Remembering Tom
Tom was the second oldest in a family of nine. Kadizzle came in at number seven, which put a good stretch of years between us. I used to joke that Tom was the only one out of nine who never finished college—but he was also the one who built a thriving business from nothing. Mountaineer Excavating rose out of Tom’s stubborn determination and long days servicing the coal mines in the Ohio Valley. Today his son Kevin, armed with an engineering degree, runs the company, shifting its focus to the region’s natural-gas boom. The legacy Tom started keeps rolling on.
Tom’s generosity was legendary. He didn’t just help the community—he helped all of us siblings in ways too many to count. When I was a broke college kid, Tom simply handed me a car. That was just Tom.
I remember the early days when he was driving his own rig, hauling steel and frozen goods across steep mountain terrain. I went along on several trips. One run I’ll never forget—though I somehow managed to sleep through the exciting part.

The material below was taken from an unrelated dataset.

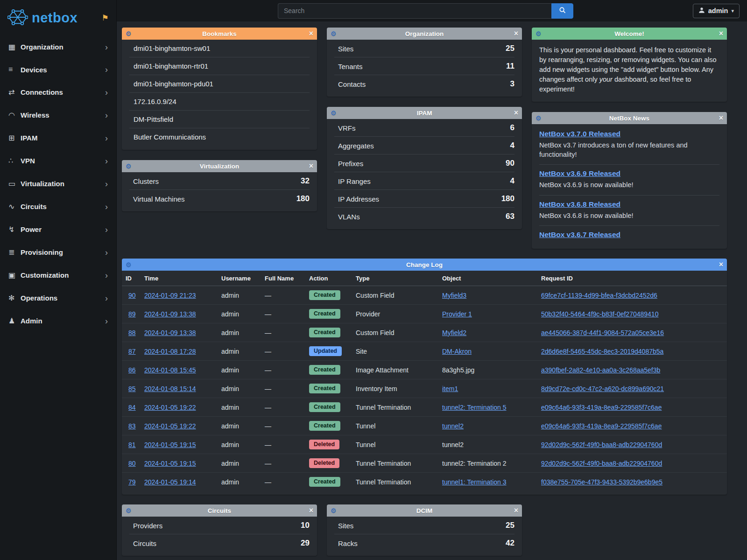 This screenshot has height=560, width=747. Describe the element at coordinates (510, 163) in the screenshot. I see `stat-value-link: 90` at that location.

Tom’s truck lost its brakes barreling down a mountain grade. I was in the sleeper, dead to the world. By the time I woke up, we were gliding into a small town at the bottom. Half asleep, I said, “Tom… that’s a red light, and you’re going right through it.”
Tom, calm as a man ordering a cheeseburger, just said, “I know. I don’t have any brakes.”
That was Tom. Unshakeable. Capable. Quietly steering disaster into something manageable.
The stories about him are endless. I could write pages and still barely scratch the surface. Tom was unique—he played the hand he was dealt and played it well. And it worked.